Official Perspectives: Rethinking Terroir and Belonging
A significant contribution of this issue is its deconstruction of "terroir." Traditionally defined as the physical and environmental characteristics of a place, the contributors argue that terroir must be expanded to include human-microbial interventions.
- Digestive Belonging: Overstreet’s ethnography of raw milk farmers introduces the concept of "digestive belonging," suggesting that our guts are biologically and immunologically "remade" by the environments we inhabit. This suggests that terroir is not just in the soil, but in the gut.
- Connected Foods: Sevgi Mutlu Sirakova’s work on migrant foodways shows how fermentation travels across borders. Microbes, in this context, are "carriers of bio-cultural diversity," linking the hands of the maker to the marketplace in a new country. Here, terroir is a relational, mobile quality rather than a fixed geographic one.
Implications: The Anthropocene and the "Microbial Moment"
The overarching implication of this special section is that we are currently living through a unique "microbial moment." The authors contend that we cannot solve the ecological challenges of the Anthropocene by simply swinging from Pasteurian control to a naive, post-Pasteurian symbiosis. Instead, we must develop a "constantly evolving and open-ended" responsiveness.
Standalone Insights: The Cold War and the Cake
The journal also features three standalone articles that provide context for our current cultural anxieties. Rebecca Burditt’s study of cake imagery between 1945 and 1960 offers a fascinating parallel to the microbial discourse. She argues that the rise of the "cake mix" reflected the same Cold War contradictions as the Great Moments in Medicine paintings—a desperate attempt to impose control and domestic order on a world terrified by the fragility of gender norms and the looming threat of the atomic bomb.
Minh-Ha T. Pham’s research on Vietnamese war brides and diplomats adds a necessary layer of human history to this narrative, tracing how networks of mutual aid established the foundations of Vietnamese culinary presence in America decades before the mainstream "foodie" boom.
Finally, Phoebe Mitchem’s essay, "(Don’t) Let Them Eat Cake," provides a cautionary note on the current obsession with "food freedom." For those with chronic illness or allergies, the discourse of "food freedom" can be an illusion that ignores the reality of bodily risk. Mitchem suggests a middle path: "food fascination," a state of balanced, informed engagement with what we eat.
Conclusion
The latest issue of Gastronomica acts as a vital corrective to the century-long narrative that pitted human progress against microbial life. By analyzing the "messy, ambivalent entanglements" of our food systems, the contributors provide a roadmap for navigating the future.
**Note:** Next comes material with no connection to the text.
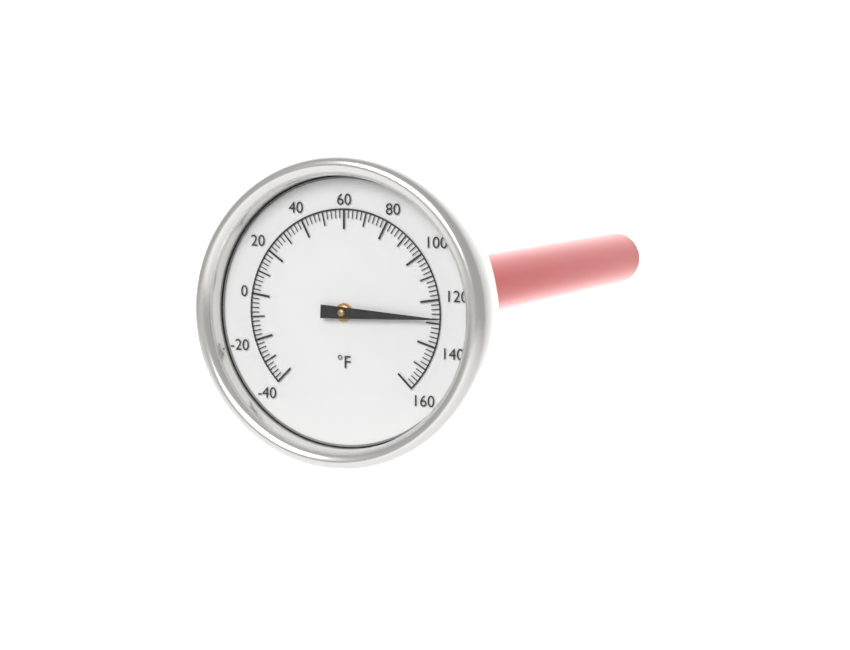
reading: 128 °F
Whether it is the "connected foods" of migrants, the probiotic viticulture of European farmers, or the anxieties of the postwar kitchen, these articles collectively suggest that our relationship with microbes is not a fixed historical triumph. It is, and always has been, a dynamic, ongoing negotiation. As we move further into the 21st century, the ability to thrive will likely depend not on our capacity to dominate the microbial world, but on our willingness to recognize ourselves as part of it.